Una Mannion, who won the Emerging Poetry prize at the 2017 Hennessy New Irish Writing Awards, has become the latest Irish author to sign a major publishing deal with Faber & Faber, joining award-winning writers Anna Burns, Sally Rooney and Senastian Barry.

Mannion’s debut novel, A Crooked Tree, has been acquired by publishing director Louisa Joyner, who bought world English language rights from Peter Straus at Rogers, Coleridge & White. It will be published in spring 2021.

Mannion, a lecturer in performing arts at IT Sligo, sayids: “I am utterly thrilled to be getting published; that it is Faber is overwhelming. So many of my writing heroes are Faber authors. I am deeply humbled and grateful to Louisa Joyner and her team for their commitment to my book and their tremendous act of faith. It still doesn’t feel quite real.”

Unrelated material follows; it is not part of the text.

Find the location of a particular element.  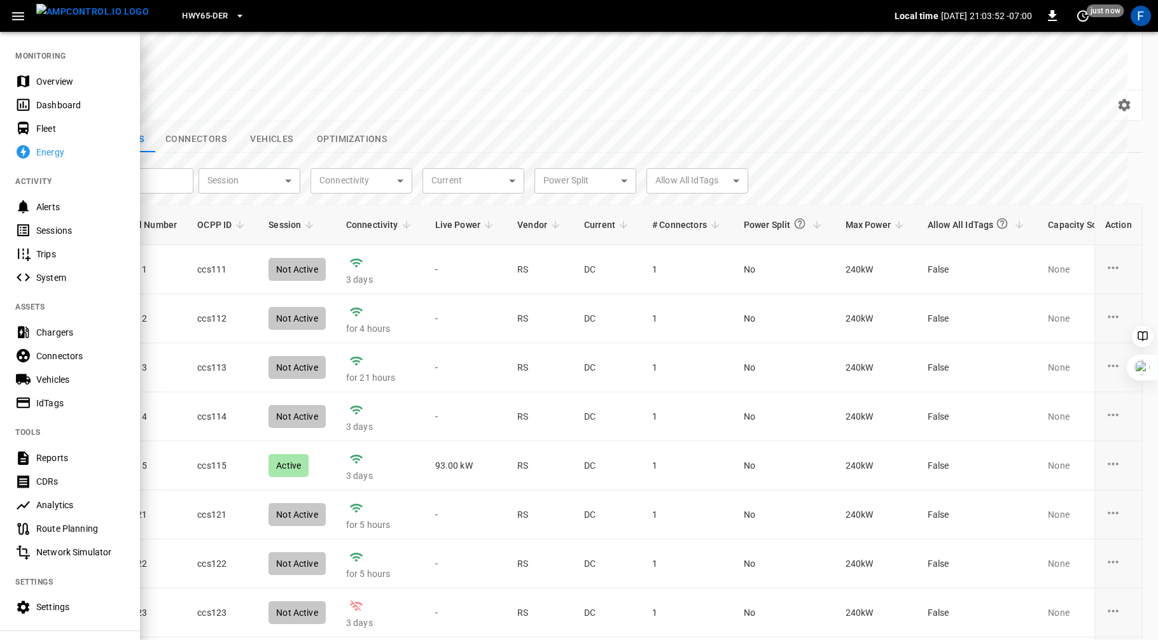

div: Sessions is located at coordinates (80, 230).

Joyner, who was Anna Burns’s editor on her Booker Prize winning novel Milkman, said: “This is an utterly captivating novel, populated with finely hewn characters. It has the kind of propulsive force that means you might have to remind yourself to breathe. It’s a joy to be welcoming Una Mannion to the list and we look forward to sharing her mesmeric debut with its irresistible pull.”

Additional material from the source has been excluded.